Abenaki Ethnic Relations

Ethnic relations, In his tentative arrangement Brinton ( Len. Leg., 11, 1885) brings into one group the Nascapee, Micmac, Malecite, Etchimin, and Abnaki, but this is more of a geographic than a linguistic grouping. Vetromile (Abnaki, 20, 1866), following other authors, says that we should "embrace under this term all the tribes of the Algic [Algonquian] family, who occupy or have occupied the east or northeast shore of North America; thus, all the Indians of the seashores, from Virginia to Nova Scotia, were Abnaki." Maurault gives the following as the principal tribes of the Abnaki confederacy:

Kanibesinnoak (Norridgewock in part; see Kennebec and Norridgewock)
Patsuiket (Sokoki in part) Sokouakiak (Sokoki )
Nurhantsuak ( Norridgewock) Pentagoet ( Penobscot)
Etemankiak (Etchimin) Ouarastegouiak (Malecite)

     The name Abnaki being applied in the restricted sense to the Indians of Kennebec River. All these tribes spoke substantially the same language, the chief dialectal differences being between the Etchimin and the other tribes of the group. The Etchimin, who formed a subgroup of the Abnaki confederacy, included the Passamaquoddy and Malecite.

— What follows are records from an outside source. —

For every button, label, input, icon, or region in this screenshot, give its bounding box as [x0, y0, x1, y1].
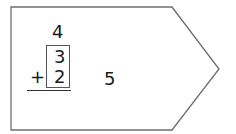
addend-2: 2 [54, 68, 65, 86]
plus-operator: + [30, 68, 45, 86]
answer: 5 [104, 70, 115, 88]
sum-line [27, 90, 71, 91]
top-number: 4 [52, 23, 63, 41]
addend-1: 3 [54, 48, 65, 66]
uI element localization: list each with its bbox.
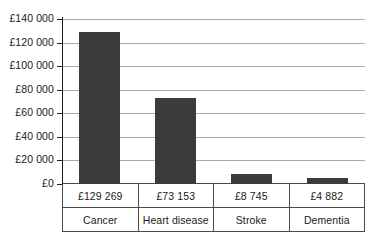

      Linguistically the Abnaki do not appear to he more closely related to the Micmac than to the Delaware group, and Dr William Jones finds the Abnaki closely related to the central Algonquian languages. In customs and beliefs they are more nearly related to the Micmac, and their ethnic relations appear to he with the tribes north of the St Lawrence.

Taken in part from: Handbook of American Indians North of Mexico, Frederick Webb Hodge, Part 1, 1907.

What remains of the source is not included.